A 1987 survey conducted by Dr. David Orme Johnson found that meditators have decreased need for medical care. Both hospital admissions and outpatient consultations were significantly lower for subjects practicing meditation. The consultation rate was 46.8 percent lower in the 0-19 age group and 54.7% and 73.7% in the 19-39 and above 40 age groups respectively. Put in a different way, for every 4 times a normal person above forty goes to a doctor, a meditator goes only once.
In another study Dr. John Kabat Zinn and Dr. David Richardson found that those who practice meditation have stronger immune systems than those who do not. After they infected a group of beginner meditators and a group of non-meditators with the flu virus, they found that there was a higher presence of antibodies in the mediators both 4 weeks and 8 weeks after the infection.
In America, heart disease and cancer are the two leading causes of death. Dr. David Orme Johnshon’s study found that regular meditators are 55.4% less likely to be hospitalized due to tumor or cancer, and 87.3% less likely to be hospitalized due to heart disease.
No medical treatment or medicine had ever had such a high success rate. If any cholesterol reducing drug could reduce the blood cholesterol level by 50% then this would become breaking news world wide!
In the last 50 years Americans have spent billions and billions of dollars on cancer research. But the rate of cancer has remained unchanged. Yet surveys conducted in the US itself have shown how effective meditation can be reducing the risk of heart disease or cancer. Not only prevention, Dr. Carl Simonton and Dr. Bernie Siegel have been successful in curing hundreds of cancer patients by adding visualization to the regular treatment. At a meeting of the American Urological Association on April 2003, Dr. Dean Ornish announced that his studies showed that meditation may slow prostrate cancer.

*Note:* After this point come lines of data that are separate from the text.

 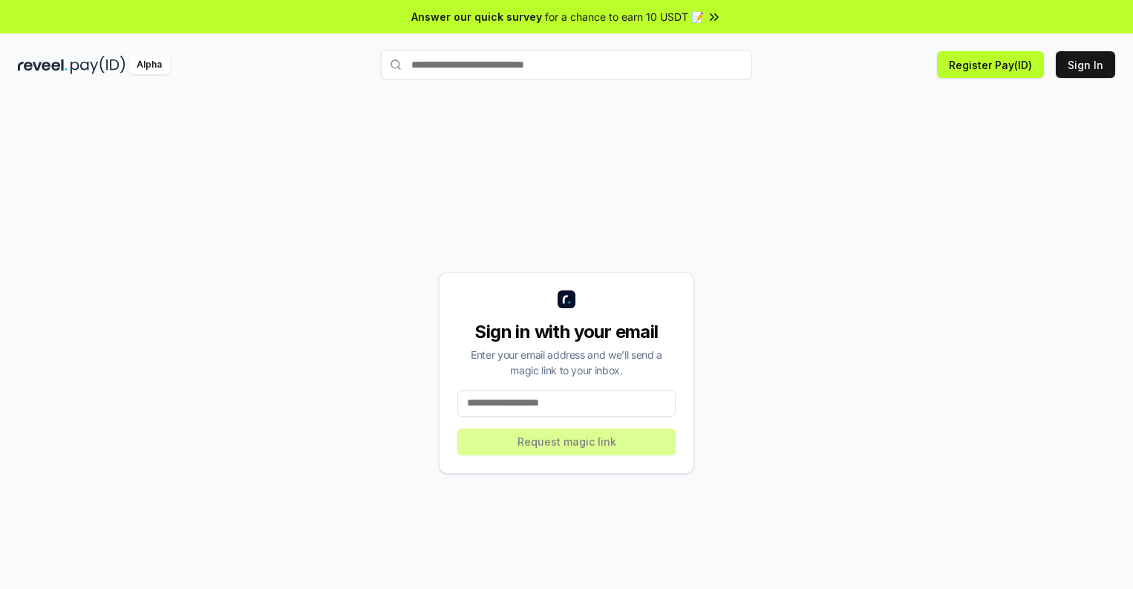 I want to click on img: pay_id, so click(x=98, y=65).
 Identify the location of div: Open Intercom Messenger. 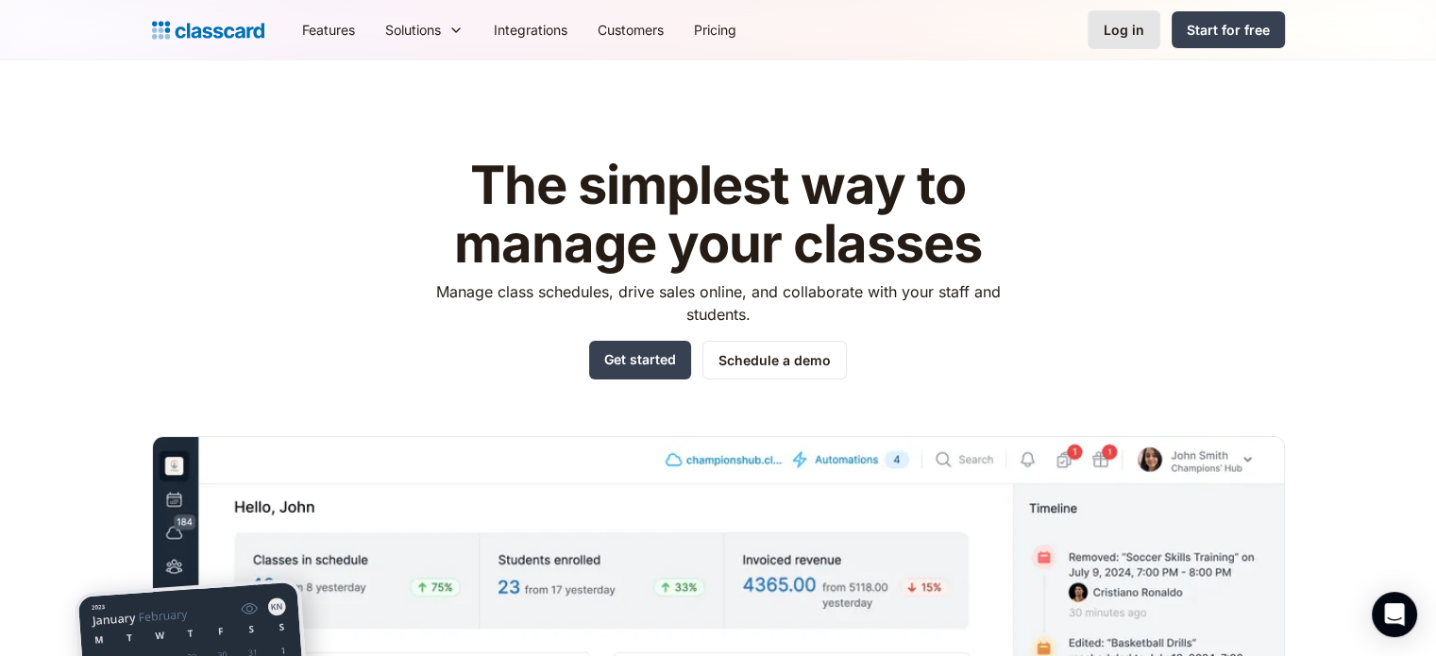
(1394, 614).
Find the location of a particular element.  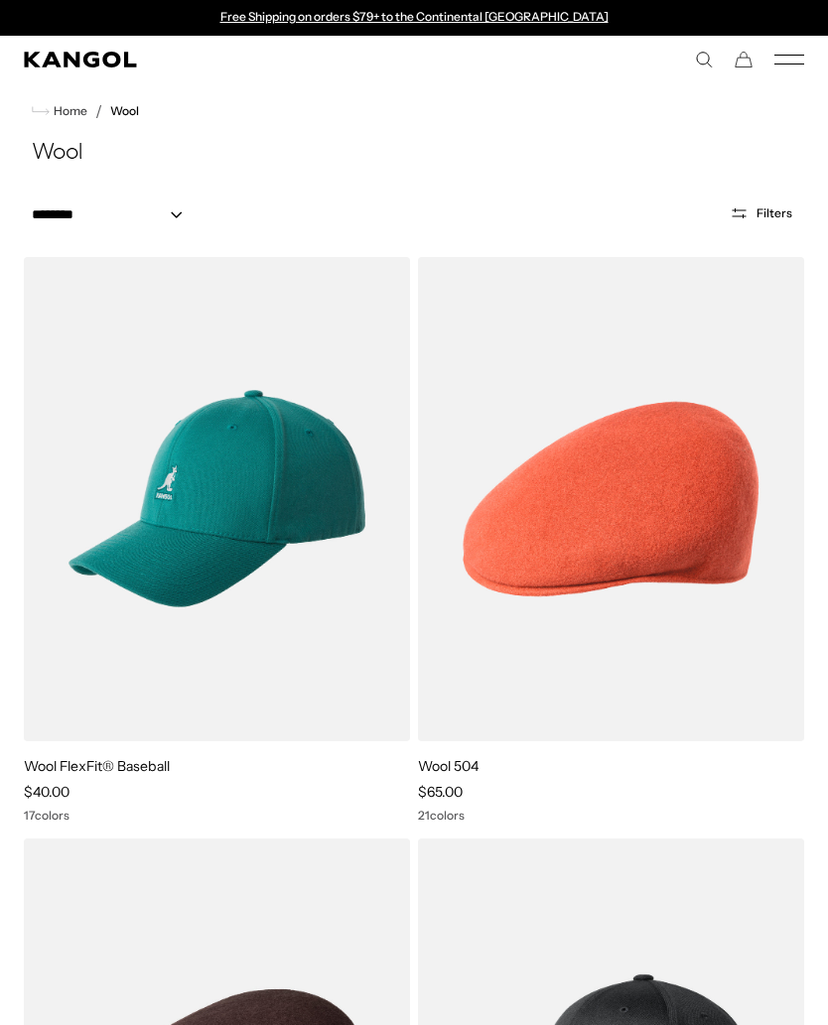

Another study concluded that women who meditate on a regular basis and use visualization for healing have lower risk of breast cancer. Yet another report published in the September 1995 edition of Health Magazine said that meditation reduced premenstrual problems by 5%.
Meditation is also effective in curing mental illness. Studies have shown that meditation is extremely effective in treating anxiety across types, ranging from generalized anxiety disorder, social anxiety disorder, preoperative anxiety etc., and across age groups ranging from adolescents to senior citizens. Prof. Zindel Segal of the department of Psychiatry of the University of Toronto conducted research on the impact of mindfulness meditation on patients who have recovered from a depressive episode, and found that 66% of those who learned mindfulness meditation remained stable (no relapse) for a year, compared with 34% for the control group. A patient who used to take medicine to reduce mental pressure said `This change is amazing. Before learning how to meditate about two years ago I had never been without medicine. I think medicine is not necessary for stress or depression.